Film director Bergman dies at 89
Bergman was one of the 20th Century's foremost film-makers
Legendary film-maker Ingmar Bergman, one of the key figures in modern cinema, has died at the age of 89.
His 60-year career spanned intense classics like Cries & Whispers, The Seventh Seal and Wild Strawberries.
He was personally nominated for nine Oscars between 1960 and 1984, while three of his productions won Oscars for best foreign film.
Bergman died at his home in Sweden. No details about the cause of death have been released.
According to the TT news agency, Bergman died peacefully on Faro Island - or Sheep Island - in the Baltic Sea. The director had settled there after using it as a location for several films.
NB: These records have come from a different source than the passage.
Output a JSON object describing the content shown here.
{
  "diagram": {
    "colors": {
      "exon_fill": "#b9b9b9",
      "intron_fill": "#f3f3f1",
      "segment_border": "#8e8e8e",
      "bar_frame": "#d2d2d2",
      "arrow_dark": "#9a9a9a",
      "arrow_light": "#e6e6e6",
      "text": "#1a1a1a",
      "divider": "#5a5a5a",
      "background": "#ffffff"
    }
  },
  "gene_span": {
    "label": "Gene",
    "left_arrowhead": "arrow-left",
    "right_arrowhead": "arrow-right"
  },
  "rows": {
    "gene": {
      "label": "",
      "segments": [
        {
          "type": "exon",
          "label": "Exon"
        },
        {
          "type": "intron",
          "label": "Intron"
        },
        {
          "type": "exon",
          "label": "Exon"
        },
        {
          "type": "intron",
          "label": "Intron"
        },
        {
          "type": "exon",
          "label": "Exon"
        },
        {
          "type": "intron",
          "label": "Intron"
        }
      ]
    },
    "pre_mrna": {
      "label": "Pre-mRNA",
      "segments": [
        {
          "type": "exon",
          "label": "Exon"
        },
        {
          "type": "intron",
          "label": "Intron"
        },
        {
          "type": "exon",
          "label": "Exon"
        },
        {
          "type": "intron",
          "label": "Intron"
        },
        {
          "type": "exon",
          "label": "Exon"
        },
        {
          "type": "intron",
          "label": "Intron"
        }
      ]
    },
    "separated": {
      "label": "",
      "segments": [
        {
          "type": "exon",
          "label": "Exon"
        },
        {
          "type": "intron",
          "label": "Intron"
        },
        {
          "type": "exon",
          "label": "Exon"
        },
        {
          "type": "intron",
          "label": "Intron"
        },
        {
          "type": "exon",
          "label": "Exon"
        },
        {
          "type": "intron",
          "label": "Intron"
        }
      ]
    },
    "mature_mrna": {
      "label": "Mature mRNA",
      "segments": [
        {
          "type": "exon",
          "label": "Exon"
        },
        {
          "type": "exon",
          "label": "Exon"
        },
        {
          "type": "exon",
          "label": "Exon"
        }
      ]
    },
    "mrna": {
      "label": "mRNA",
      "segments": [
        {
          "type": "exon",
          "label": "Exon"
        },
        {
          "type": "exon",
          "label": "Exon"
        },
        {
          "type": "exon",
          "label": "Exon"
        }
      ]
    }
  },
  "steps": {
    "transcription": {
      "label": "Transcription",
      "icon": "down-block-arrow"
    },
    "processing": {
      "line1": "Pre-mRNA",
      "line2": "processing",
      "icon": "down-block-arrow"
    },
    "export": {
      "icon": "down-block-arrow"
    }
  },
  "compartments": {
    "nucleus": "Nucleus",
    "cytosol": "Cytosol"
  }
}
Bergman won his first Oscar for best foreign film in 1961
Astrid Soderbergh Widding, president of The Ingmar Bergman Foundation, said: "It's an unbelievable loss for Sweden, but even more so internationally."
And British film director Ken Russell told the BBC: "He was probably the greatest film maker," describing him as a "very gloomy Swede".
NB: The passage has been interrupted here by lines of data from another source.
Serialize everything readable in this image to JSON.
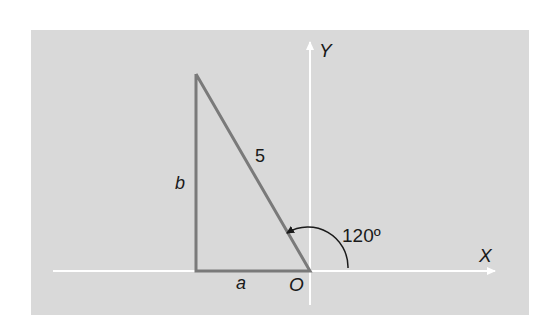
{
  "diagram": {
    "type": "right-triangle-on-axes",
    "colors": {
      "panel": "#d9d9d9",
      "axes": "#ffffff",
      "triangle": "#7a7a7a",
      "text": "#1a1a1a"
    },
    "axes": {
      "x_label": "X",
      "y_label": "Y",
      "origin_label": "O"
    },
    "triangle": {
      "hypotenuse_label": "5",
      "vertical_side_label": "b",
      "horizontal_side_label": "a"
    },
    "angle": {
      "label": "120º",
      "value_degrees": 120
    }
  }
}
"He could hardly bear to watch his own movies, apparently they made him so miserable," he said. "To have done 50 films with such a variety of misery is quite an achievement."
Bergman had five marriages and eight children, and his work often explored the tensions between married couples.
He once said: "My pictures are always part of my thinking, and my emotions, tensions, dreams, desires. Sometimes they appear from the past, sometimes they grow up from my present life."
In a 70th birthday tribute in 1988, Woody Allen said Bergman was "probably the greatest film artist, all things considered, since the invention of the motion picture camera".
But Bergman confessed in 2004 that he could not bear to watch his own films because they made him depressed.
"I become so jittery and ready to cry... and miserable," he said. "I think it's awful," he said in a rare interview on Swedish TV.
Nick James, editor of cinema magazine Sight & Sound, paid tribute to Bergman as "one of the great masters and one of the great humanists of cinema".
"There are very few people of that kind of stature today," he said. "He proved that cinema could be an artform."
And UK Culture Secretary James Purnell described Bergman as "undoubtedly one of the most important and influential film-makers of all time".
"His contribution to world cinema across a 60-year career is unsurpassed," he said. "With his lifetime's work he has changed the face of film, but also proved that complex and challenging art can engage a wide audience."
Danish director Bille August said Bergman's death was "a real shock to me because he was the last big director left".
August, who described Bergman as an "incredible, unusually bright person", won the Palme D'Or at Cannes in 1988 and '92.
Bergman wrote the script for one of the winning films, The Best Intentions, basing it on his memories of his parents.
"The three big directors for me were Kurosawa, Fellini and Bergman," August said. "The two others had already passed and now Ingmar has also left us. He leaves a big vacuum behind."
These views were shared by Istvan Szabo, the Oscar-winning Hungarian director who worked with Bergman at the European Film Academy.
He told news agency MTI: "The Bergman films are to viewers like the novels of a great novelist, the poems of a great poet or the works of a great drama writer. "
Oscar-winning Polish director Andrzej Wajda described Bergman as creating "great art" and said that for film directors, "he gave hope, a belief, that if we wanted to say something about ourselves, the world would notice that".
The date of the funeral has not yet been set, but will be attended by a close group of friends and family, it was reported.